Intimate Love Always Involves Risk
Have you ever been rejected by someone you loved? In Song of Solomon 5, we see the continued theme of sexual intimacy, this time in the context of a bride who is lying in bed waiting for her husband to return.
Song of Solomon 5-6
Today's Scripture Passage
A Few Thoughts to Consider
Have you ever been rejected by someone you loved?
In Song of Solomon 5, we see the continued theme of sexual intimacy, this time in the context of a bride who is lying in bed waiting for her husband to return. She is ready, and he is ready, but then things do not go as planned. In verses 2-8, she says,
2 I slept, but my heart was awake.
A sound! My beloved is knocking.
“Open to me, my sister, my love,
my dove, my perfect one,
for my head is wet with dew,
my locks with the drops of the night.”
3 I had put off my garment;
how could I put it on?
I had bathed my feet;
how could I soil them?
4 My beloved put his hand to the latch,
and my heart was thrilled within me.
5 I arose to open to my beloved,
and my hands dripped with myrrh,
my fingers with liquid myrrh,
on the handles of the bolt.
6 I opened to my beloved,
but my beloved had turned and gone.
My soul failed me when he spoke.
I sought him, but found him not;
I called him, but he gave no answer.
7 The watchmen found me
as they went about in the city;
they beat me, they bruised me,
they took away my veil,
those watchmen of the walls.
8 I adjure you, O daughters of Jerusalem,
if you find my beloved,
that you tell him
I am sick with love.
This vivid account shows a picture of both euphoria and disappointment. There is the excitement of sexual intimacy and then the pain of miscommunication. When the bride realizes her beloved has turned and walked away, she goes into metaphorical action.
It does not seem that she physically gets up to go after her husband. Rather, Duane A. Garrett explains, “It is her heart that went after him. It is not that she is physically alone, but that emotionally and psychologically she suddenly feels herself abandoned.”[1] Garrett adds that “the manner in which the man seems to appear and disappear with amazing abruptness here and in 3:1-5 should warn us against a literal interpretation. Bodily he is, to be sure, very present. But she goes through this experience alone.”[2]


● Exercise details: Pull out every line below containing the word "elements".
......
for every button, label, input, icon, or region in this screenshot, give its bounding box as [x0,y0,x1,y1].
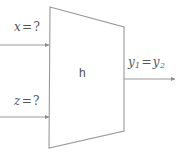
output-y2-variable: y [153,55,160,69]
input-z-variable: z [14,94,21,108]
input-z-operator: = [21,94,33,108]
output-y1-subscript: 1 [135,61,140,70]
input-x-label: x=? [14,20,40,34]
output-y-operator: = [140,55,152,69]
input-x-value: ? [33,20,40,34]
output-y2-subscript: 2 [160,61,165,70]
input-x-operator: = [21,20,33,34]
process-block-shape [49,7,124,148]
process-block-label: h [79,66,86,80]
input-z-value: ? [33,94,40,108]
output-y-label: y1=y2 [128,55,165,69]
diagram-canvas: x=? z=? y1=y2 h [0,0,179,156]
input-z-label: z=? [14,94,40,108]
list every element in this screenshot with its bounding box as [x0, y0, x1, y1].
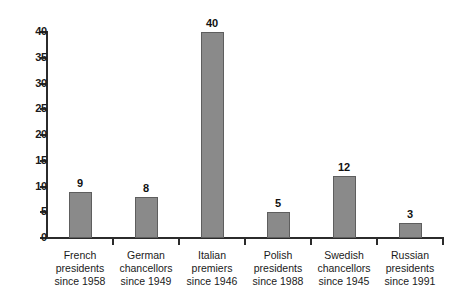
- category-label-line: German: [113, 249, 179, 262]
- category-label-line: chancellors: [311, 262, 377, 275]
- category-label-line: premiers: [179, 262, 245, 275]
- category-label: Frenchpresidentssince 1958: [47, 249, 113, 288]
- category-label-line: since 1991: [377, 275, 443, 288]
- category-label: Germanchancellorssince 1949: [113, 249, 179, 288]
- bar-value-label: 8: [122, 182, 170, 194]
- category-label-line: since 1958: [47, 275, 113, 288]
- bar-value-label: 12: [320, 161, 368, 173]
- category-label-line: since 1946: [179, 275, 245, 288]
- bar[interactable]: [333, 176, 356, 238]
- category-label: Russianpresidentssince 1991: [377, 249, 443, 288]
- bar-value-label: 9: [56, 177, 104, 189]
- category-label: Polishpresidentssince 1988: [245, 249, 311, 288]
- bar[interactable]: [135, 197, 158, 238]
- category-label-line: Italian: [179, 249, 245, 262]
- category-label: Swedishchancellorssince 1945: [311, 249, 377, 288]
- category-label-line: Russian: [377, 249, 443, 262]
- category-label-line: since 1945: [311, 275, 377, 288]
- category-label-line: French: [47, 249, 113, 262]
- category-label-line: since 1949: [113, 275, 179, 288]
- bar-value-label: 5: [254, 197, 302, 209]
- category-label: Italianpremierssince 1946: [179, 249, 245, 288]
- category-label-line: presidents: [377, 262, 443, 275]
- bar[interactable]: [69, 192, 92, 238]
- bar[interactable]: [399, 223, 422, 238]
- category-label-line: Swedish: [311, 249, 377, 262]
- category-label-line: Polish: [245, 249, 311, 262]
- bar[interactable]: [267, 212, 290, 238]
- category-label-line: presidents: [47, 262, 113, 275]
- category-label-line: chancellors: [113, 262, 179, 275]
- category-label-line: presidents: [245, 262, 311, 275]
- bar-chart: 0510152025303540 98405123 Frenchpresiden…: [0, 0, 461, 298]
- bar[interactable]: [201, 32, 224, 238]
- bar-value-label: 40: [188, 17, 236, 29]
- bar-value-label: 3: [386, 208, 434, 220]
- category-label-line: since 1988: [245, 275, 311, 288]
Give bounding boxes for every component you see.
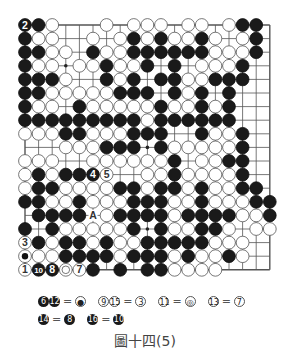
white-stone — [209, 46, 222, 59]
black-stone — [127, 73, 140, 86]
black-stone — [250, 32, 263, 45]
black-stone — [141, 46, 154, 59]
white-stone — [46, 195, 59, 208]
black-stone — [236, 19, 249, 32]
black-stone — [32, 114, 45, 127]
white-stone — [46, 250, 59, 263]
black-stone — [19, 223, 32, 236]
white-stone — [114, 73, 127, 86]
white-stone — [155, 155, 168, 168]
white-stone — [223, 168, 236, 181]
move-number-label: 1 — [22, 263, 28, 275]
black-stone — [195, 195, 208, 208]
white-stone — [32, 32, 45, 45]
black-stone — [236, 141, 249, 154]
white-stone — [250, 223, 263, 236]
black-stone — [73, 250, 86, 263]
white-stone — [73, 182, 86, 195]
white-stone — [141, 155, 154, 168]
white-stone — [182, 73, 195, 86]
black-stone — [19, 59, 32, 72]
black-stone — [155, 223, 168, 236]
black-stone — [195, 100, 208, 113]
white-stone — [263, 223, 276, 236]
black-stone — [195, 46, 208, 59]
white-stone — [46, 168, 59, 181]
white-stone — [223, 141, 236, 154]
black-stone — [114, 263, 127, 276]
white-stone — [46, 19, 59, 32]
white-stone — [87, 32, 100, 45]
black-stone — [19, 46, 32, 59]
black-stone — [223, 209, 236, 222]
black-stone — [46, 73, 59, 86]
legend-stone: ◎ — [185, 296, 196, 307]
black-stone — [168, 155, 181, 168]
white-stone — [114, 223, 127, 236]
white-stone — [209, 195, 222, 208]
white-stone — [168, 263, 181, 276]
black-stone — [195, 127, 208, 140]
white-stone — [46, 155, 59, 168]
white-stone — [59, 141, 72, 154]
white-stone — [59, 182, 72, 195]
white-stone — [195, 59, 208, 72]
white-stone — [155, 19, 168, 32]
black-stone — [182, 46, 195, 59]
black-stone — [168, 236, 181, 249]
black-stone — [100, 73, 113, 86]
white-stone — [168, 209, 181, 222]
black-stone — [127, 127, 140, 140]
white-stone — [114, 250, 127, 263]
white-stone — [114, 100, 127, 113]
move-number-label: 7 — [76, 263, 82, 275]
black-stone — [263, 209, 276, 222]
black-stone — [127, 46, 140, 59]
black-stone — [141, 195, 154, 208]
white-stone — [209, 263, 222, 276]
black-stone — [155, 114, 168, 127]
black-stone — [223, 100, 236, 113]
white-stone — [73, 59, 86, 72]
black-stone — [87, 250, 100, 263]
black-stone — [19, 195, 32, 208]
white-stone — [114, 195, 127, 208]
legend-stone: 13 — [208, 296, 219, 307]
legend-equivalence: 11=◎ — [158, 295, 195, 308]
white-stone — [59, 46, 72, 59]
black-stone — [195, 209, 208, 222]
black-stone — [73, 127, 86, 140]
white-stone — [168, 250, 181, 263]
black-stone — [155, 100, 168, 113]
black-stone — [155, 209, 168, 222]
white-stone — [19, 155, 32, 168]
white-stone — [59, 195, 72, 208]
black-stone — [73, 195, 86, 208]
white-stone — [87, 127, 100, 140]
white-stone — [195, 250, 208, 263]
black-stone — [59, 250, 72, 263]
white-stone — [141, 19, 154, 32]
equals-sign: = — [123, 295, 132, 308]
black-stone — [32, 168, 45, 181]
white-stone — [100, 155, 113, 168]
black-stone — [168, 87, 181, 100]
white-stone — [209, 32, 222, 45]
black-stone — [155, 32, 168, 45]
white-stone — [100, 209, 113, 222]
white-stone — [100, 46, 113, 59]
black-stone — [46, 114, 59, 127]
black-stone — [155, 250, 168, 263]
legend-stone: ● — [75, 296, 86, 307]
black-stone — [141, 236, 154, 249]
black-stone — [236, 59, 249, 72]
legend-stone: 9 — [98, 296, 109, 307]
black-stone — [32, 195, 45, 208]
white-stone — [182, 263, 195, 276]
white-stone — [100, 19, 113, 32]
white-stone — [87, 155, 100, 168]
white-stone — [73, 87, 86, 100]
white-stone — [209, 182, 222, 195]
equals-sign: = — [101, 313, 110, 326]
black-stone — [114, 182, 127, 195]
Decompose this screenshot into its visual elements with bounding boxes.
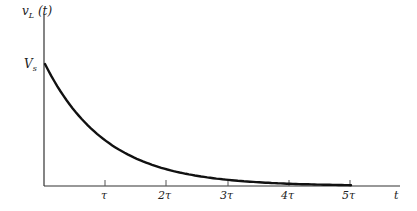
exponential-decay-curve (45, 64, 351, 185)
tick-label-5: 5τ (342, 189, 355, 202)
tick-label-3: 3τ (220, 189, 233, 202)
tick-label-2: 2τ (158, 189, 171, 202)
decay-plot (0, 0, 417, 211)
vs-label: Vs (24, 57, 37, 73)
tick-label-1: τ (101, 189, 107, 202)
x-axis-label: t (394, 189, 398, 202)
y-axis-label: vL (t) (22, 4, 52, 20)
tick-label-4: 4τ (281, 189, 294, 202)
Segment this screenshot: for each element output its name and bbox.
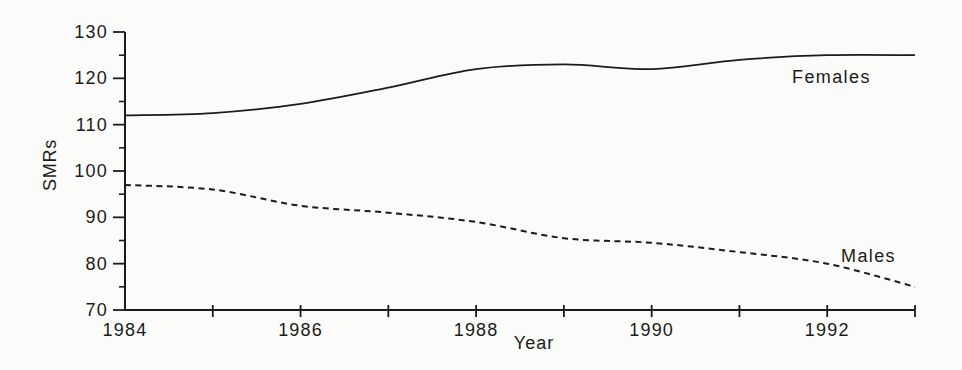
series-label-males: Males	[841, 246, 896, 267]
y-axis-title: SMRs	[40, 139, 61, 191]
x-tick-label: 1992	[805, 320, 850, 340]
males-line	[125, 185, 915, 287]
y-tick-label: 80	[86, 254, 108, 274]
y-tick-label: 120	[74, 68, 108, 88]
x-tick-label: 1988	[454, 320, 499, 340]
y-tick-label: 110	[76, 115, 108, 135]
y-tick-label: 130	[74, 22, 108, 42]
smr-line-chart-figure: 70809010011012013019841986198819901992 S…	[0, 0, 962, 370]
chart-canvas: 70809010011012013019841986198819901992	[0, 0, 962, 370]
x-tick-label: 1984	[103, 320, 148, 340]
series-label-females: Females	[792, 67, 871, 88]
x-tick-label: 1990	[629, 320, 674, 340]
y-tick-label: 100	[74, 161, 108, 181]
x-axis-title: Year	[514, 333, 554, 354]
y-tick-label: 90	[86, 207, 108, 227]
y-tick-label: 70	[86, 300, 108, 320]
x-tick-label: 1986	[278, 320, 323, 340]
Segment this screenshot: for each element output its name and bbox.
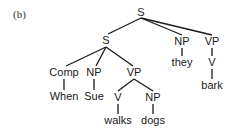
tree-node-w-when: When: [50, 91, 79, 102]
tree-node-w-they: they: [172, 57, 193, 68]
tree-node-w-sue: Sue: [84, 91, 104, 102]
tree-node-w-bark: bark: [201, 80, 222, 91]
syntax-tree-diagram: (b) SSNPVPCompNPVPWhenSueVNPwalksdogsthe…: [0, 0, 234, 131]
tree-node-comp: Comp: [49, 67, 78, 78]
tree-edge: [106, 47, 133, 66]
tree-edge: [118, 79, 134, 91]
tree-node-s-root: S: [137, 7, 144, 18]
tree-node-np-they: NP: [174, 36, 189, 47]
tree-node-vp-bark: VP: [205, 36, 220, 47]
tree-edges: [0, 0, 234, 131]
tree-node-w-walks: walks: [104, 115, 132, 126]
tree-edge: [134, 79, 153, 91]
tree-node-np-dogs: NP: [145, 92, 160, 103]
tree-node-v-bark: V: [208, 57, 215, 68]
tree-node-w-dogs: dogs: [141, 115, 165, 126]
tree-edge: [108, 18, 141, 34]
tree-node-s-sub: S: [102, 35, 109, 46]
tree-node-v-walks: V: [114, 92, 121, 103]
tree-node-vp-walks: VP: [127, 67, 142, 78]
tree-edge: [66, 47, 106, 66]
tree-node-np-sue: NP: [86, 67, 101, 78]
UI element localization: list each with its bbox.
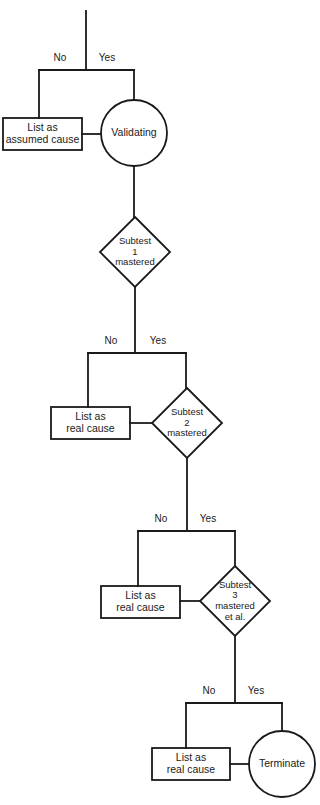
node-subtest-3 bbox=[200, 566, 270, 636]
flowchart-graphics bbox=[0, 0, 320, 805]
node-list-real-cause-3 bbox=[152, 748, 230, 780]
node-list-real-cause-2 bbox=[101, 586, 180, 618]
node-list-real-cause-1 bbox=[51, 407, 130, 439]
node-subtest-1 bbox=[100, 217, 170, 287]
node-list-assumed-cause bbox=[3, 118, 82, 150]
node-validating bbox=[101, 100, 167, 166]
node-terminate bbox=[249, 731, 315, 797]
flowchart-canvas: List as assumed cause Validating Subtest… bbox=[0, 0, 320, 805]
node-subtest-2 bbox=[152, 388, 222, 458]
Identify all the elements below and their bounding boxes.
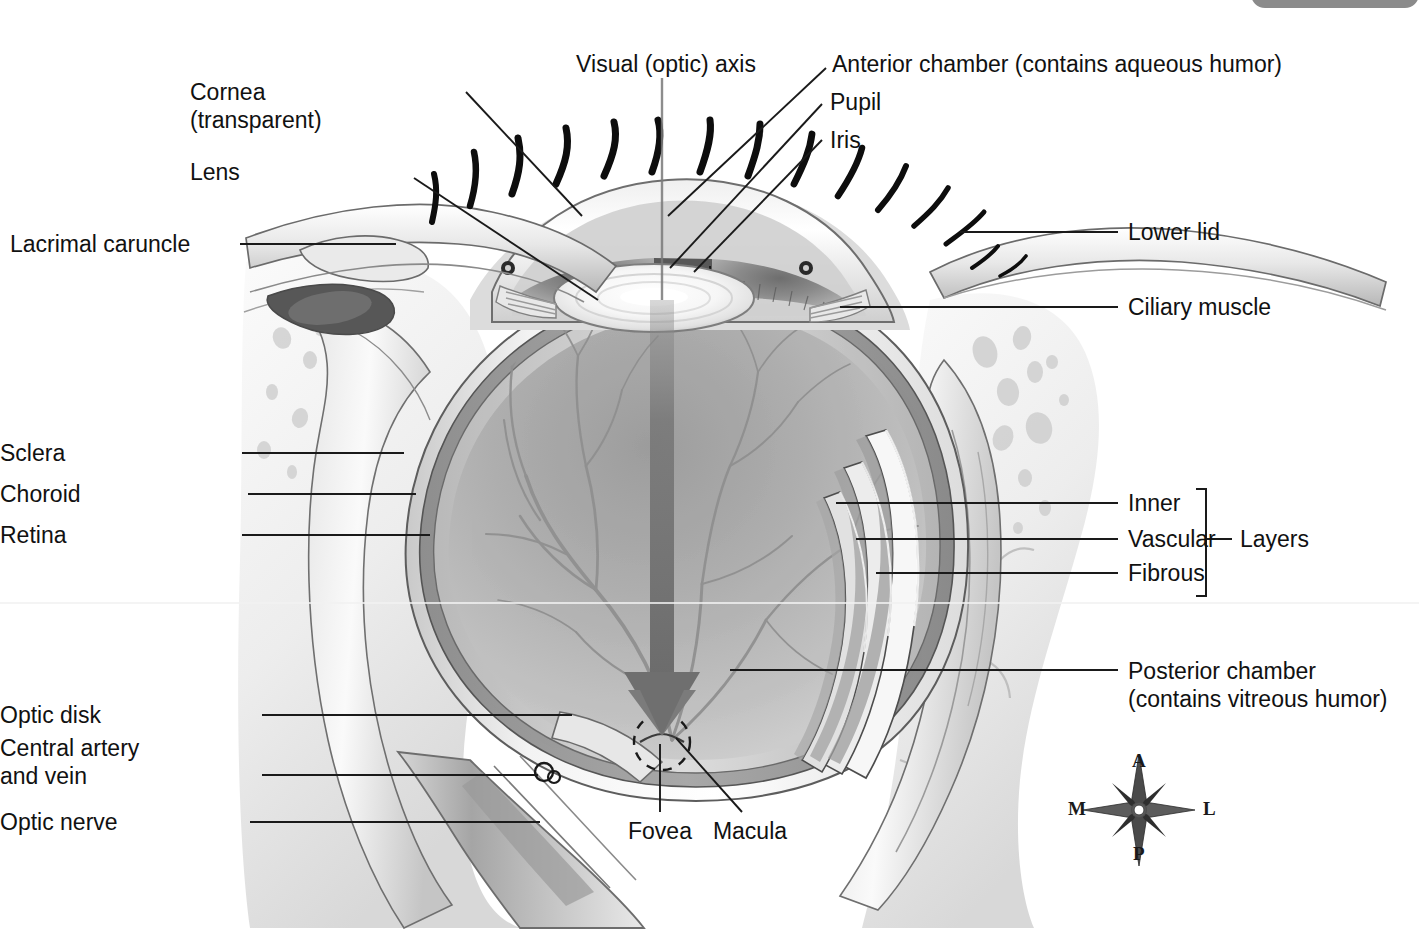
compass-label-anterior: A xyxy=(1132,750,1146,772)
label-central-artery-line1: Central artery xyxy=(0,734,252,762)
label-retina: Retina xyxy=(0,521,232,549)
label-lens: Lens xyxy=(190,158,412,186)
label-macula: Macula xyxy=(688,817,812,845)
compass-label-medial: M xyxy=(1068,798,1086,820)
label-central-artery-line2: and vein xyxy=(0,762,252,790)
page-corner-tab xyxy=(1251,0,1419,8)
label-choroid: Choroid xyxy=(0,480,238,508)
compass-label-posterior: P xyxy=(1133,843,1145,865)
label-layers: Layers xyxy=(1240,525,1309,553)
label-lower-lid: Lower lid xyxy=(1128,218,1220,246)
label-posterior-chamber-line2: (contains vitreous humor) xyxy=(1128,685,1388,713)
label-fibrous: Fibrous xyxy=(1128,559,1205,587)
label-cornea-line2: (transparent) xyxy=(190,106,468,134)
label-inner: Inner xyxy=(1128,489,1180,517)
label-lacrimal-caruncle: Lacrimal caruncle xyxy=(10,230,238,258)
label-vascular: Vascular xyxy=(1128,525,1216,553)
label-ciliary-muscle: Ciliary muscle xyxy=(1128,293,1271,321)
label-sclera: Sclera xyxy=(0,439,232,467)
label-iris: Iris xyxy=(830,126,861,154)
label-optic-nerve: Optic nerve xyxy=(0,808,240,836)
label-visual-axis: Visual (optic) axis xyxy=(556,50,776,78)
label-cornea-line1: Cornea xyxy=(190,78,468,106)
label-pupil: Pupil xyxy=(830,88,881,116)
label-posterior-chamber-line1: Posterior chamber xyxy=(1128,657,1316,685)
label-anterior-chamber: Anterior chamber (contains aqueous humor… xyxy=(832,50,1282,78)
label-optic-disk: Optic disk xyxy=(0,701,252,729)
compass-label-lateral: L xyxy=(1203,798,1216,820)
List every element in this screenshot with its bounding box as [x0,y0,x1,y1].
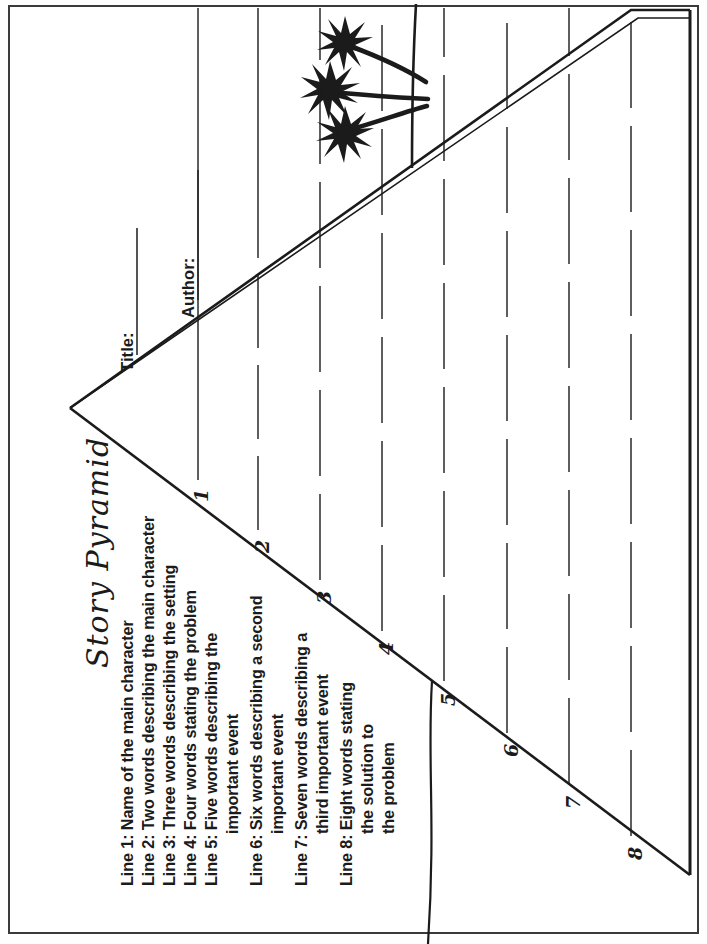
instruction-line-2: Line 2: Two words describing the main ch… [139,516,158,886]
instruction-line-8-cont-2: the problem [379,742,398,886]
pyramid-row-number-6: 6 [500,744,522,757]
pyramid-row-number-2: 2 [251,540,273,553]
instruction-line-6: Line 6: Six words describing a second [247,596,266,886]
worksheet-page: Story Pyramid Title: Author: Line 1: Nam… [0,0,707,944]
instruction-line-8-cont-1: the solution to [358,724,377,886]
instruction-line-7: Line 7: Seven words describing a [292,633,311,886]
pyramid-row-number-5: 5 [437,693,459,706]
instruction-line-4: Line 4: Four words stating the problem [181,590,200,886]
instruction-line-5: Line 5: Five words describing the [202,633,221,886]
instruction-line-8: Line 8: Eight words stating [337,682,356,886]
instruction-line-5-cont-1: important event [223,714,242,886]
field-label-author: Author: [179,258,198,318]
pyramid-row-number-7: 7 [562,796,584,809]
instruction-line-7-cont-1: third important event [313,674,332,886]
instruction-line-6-cont-1: important event [268,714,287,886]
pyramid-row-number-3: 3 [313,591,335,604]
pyramid-row-number-4: 4 [375,642,397,655]
pyramid-row-number-1: 1 [190,489,212,502]
page-title: Story Pyramid [80,437,115,668]
instruction-line-3: Line 3: Three words describing the setti… [160,565,179,886]
pyramid-row-number-8: 8 [624,847,646,860]
instruction-line-1: Line 1: Name of the main character [118,620,137,886]
field-label-title: Title: [118,332,137,372]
......
● Expected answer:
Decompose this screenshot into its visual elements with bounding boxes.
Identify all the elements below and their bounding boxes.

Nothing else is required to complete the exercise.